Hong Kong’s online TV shambles

hong kong skylineI’ve just finished a feature slightly out of my comfort zone – Hong Kong’s online TV market, or lack thereof.

The Chinese SAR has a huge appetite for net TV – you just have to get onto an MTR, visit a dim sum restaurant or try and get past a local ambling on the pavement whilst staring at their phablet, to realise that.

The former colony also has an ideal set-up – 4G is commonplace; the locals are pretty tech-savvy early adopter types relative to the rest of Asia; and broadband penetration is amongst the highest in the world.

Yet thus far it still doesn’t have its own online TV service. Hongkongers have to get their content from mainland China or further afield to satisfy their lust for internet telly.

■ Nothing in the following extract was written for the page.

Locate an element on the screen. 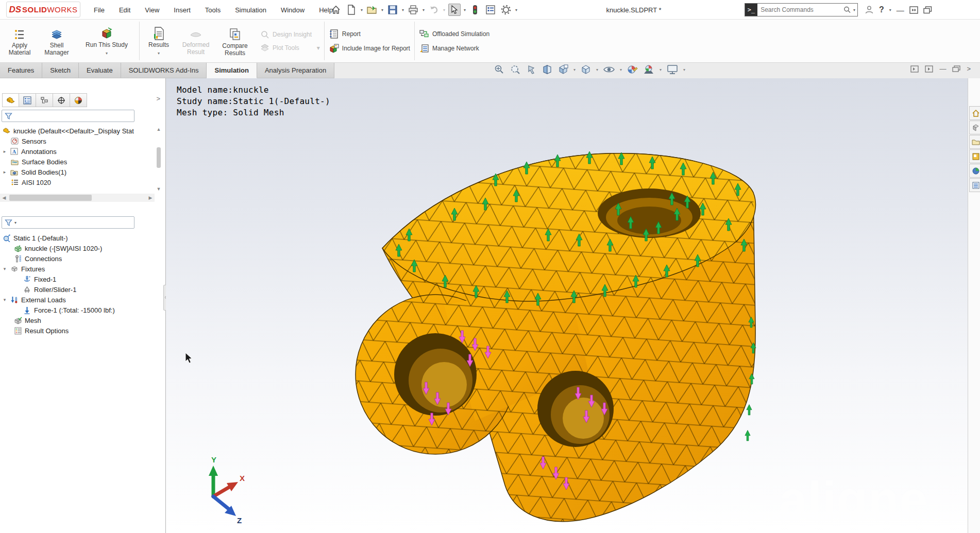  options-caret: ▾ is located at coordinates (516, 10).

Local entrepreneur Ricky Wong tried his best with HKTV but hit a brick wall in the form of a government shamelessly protecting the vested interests of the region’s incumbent broadcasters.

It’s a shame because this model of broadcasting, whilst probably never fully replacing traditional modes, will definitely come to play a major part in our content consuming lives over the next decade.

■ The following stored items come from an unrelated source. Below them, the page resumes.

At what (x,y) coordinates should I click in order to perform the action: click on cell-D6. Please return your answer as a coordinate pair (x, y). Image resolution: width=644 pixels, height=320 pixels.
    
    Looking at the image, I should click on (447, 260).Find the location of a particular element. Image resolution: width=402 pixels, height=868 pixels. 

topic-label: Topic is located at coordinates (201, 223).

Gartner’s Terick Chiu explained to me that it’s not just the online TV players and content producers who stand to benefit.

“In their efforts to drive engagement with consumers, both incumbents and new entrants are likely to invest in the technology of second-screen applications. These applications are built on top of automatic content recognition (ACR) technologies, which enable an application to detect content metadata — usually contained in a digital watermark — and synchronise the application with the on-screen programming,” he said.

“For service providers and advertisers, these second-screen apps will become an important element of the future of TV, given their ability to provide an ongoing stream of information about consumer preferences and interests. These apps also enable a form of e-commerce or ‘embedded merchandising’, which links a viewer to products/services that are featured in video programming”.

IDC’s Greg Ireland, meanwhile, argued that internet TV would “usher in a new wave of competition” in the broadcast industry – which should spell good news for viewers.

“One item to watch is how these services, or other new services, emerge as ‘true’ competitors to traditional pay TV,” he told me. “That is, will any begin to license linear content and offer a pay TV service of live and on-demand content entirely over the internet?”

It’s going to happen sooner or later in Hong Kong, as around the world, so the government might as well get out of the way and let it happen now.